From the album Stovall
This is about surviving someone who didn't. The reckless driving isn't metaphor. It's what happens when grief makes you want to meet someone halfway to nowhere.
The slightest move, the smallest touch / We've built such an incredible distance
Distance here isn't emotional drift. It's the physical fact of death. That careful phrasing, 'we've built,' lands like denial, like maybe both people had a hand in what only one of them chose.
Sixty-five miles an hour on a twenty-five mile an hour road / we thought it was an accident until we found your note
The specificity of the speed limit makes it worse. Not poetic exaggeration, just what happened. That past-tense 'thought' does all the work. The note reframes everything backward.
You really oughta start hiding my keys at night / Running away only makes it feel more authentic
Now he's the one speeding. The impulse isn't suicidal exactly, more like testing how close he can get to understanding. 'More authentic' is a brutal word choice. Means the pain only feels real when it's dangerous.
You probably thought I wasn't listening, / but I clung to every word you said
Past tense again. He's talking to someone who isn't here to correct him. That advice about not taking thoughts seriously, he's realizing now it was a warning he missed, or that didn't work.

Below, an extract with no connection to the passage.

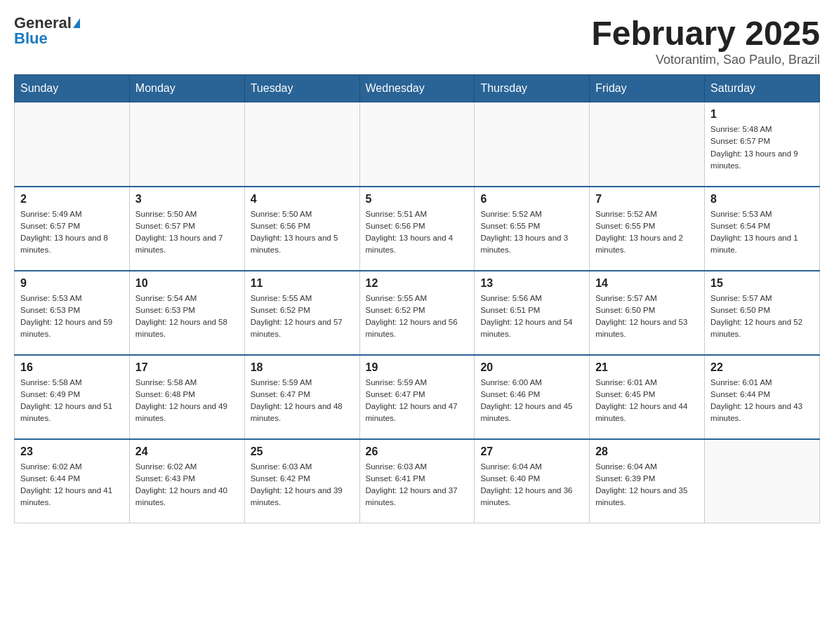 The width and height of the screenshot is (834, 644). I want to click on calendar-cell: 5Sunrise: 5:51 AM Sunset: 6:56 PM Daylig…, so click(417, 229).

forgetting you ever lived doesn't feel right / But God knows I'm trying
The only resolution available is erasure, and even that won't take. The trying isn't working. The song doesn't offer a way out because there isn't one yet.
This is what it sounds like when someone tries to out-grieve their own survival instinct. The car becomes the last place the person he lost felt real, so he keeps going back. No lesson, no closure. Just the trying.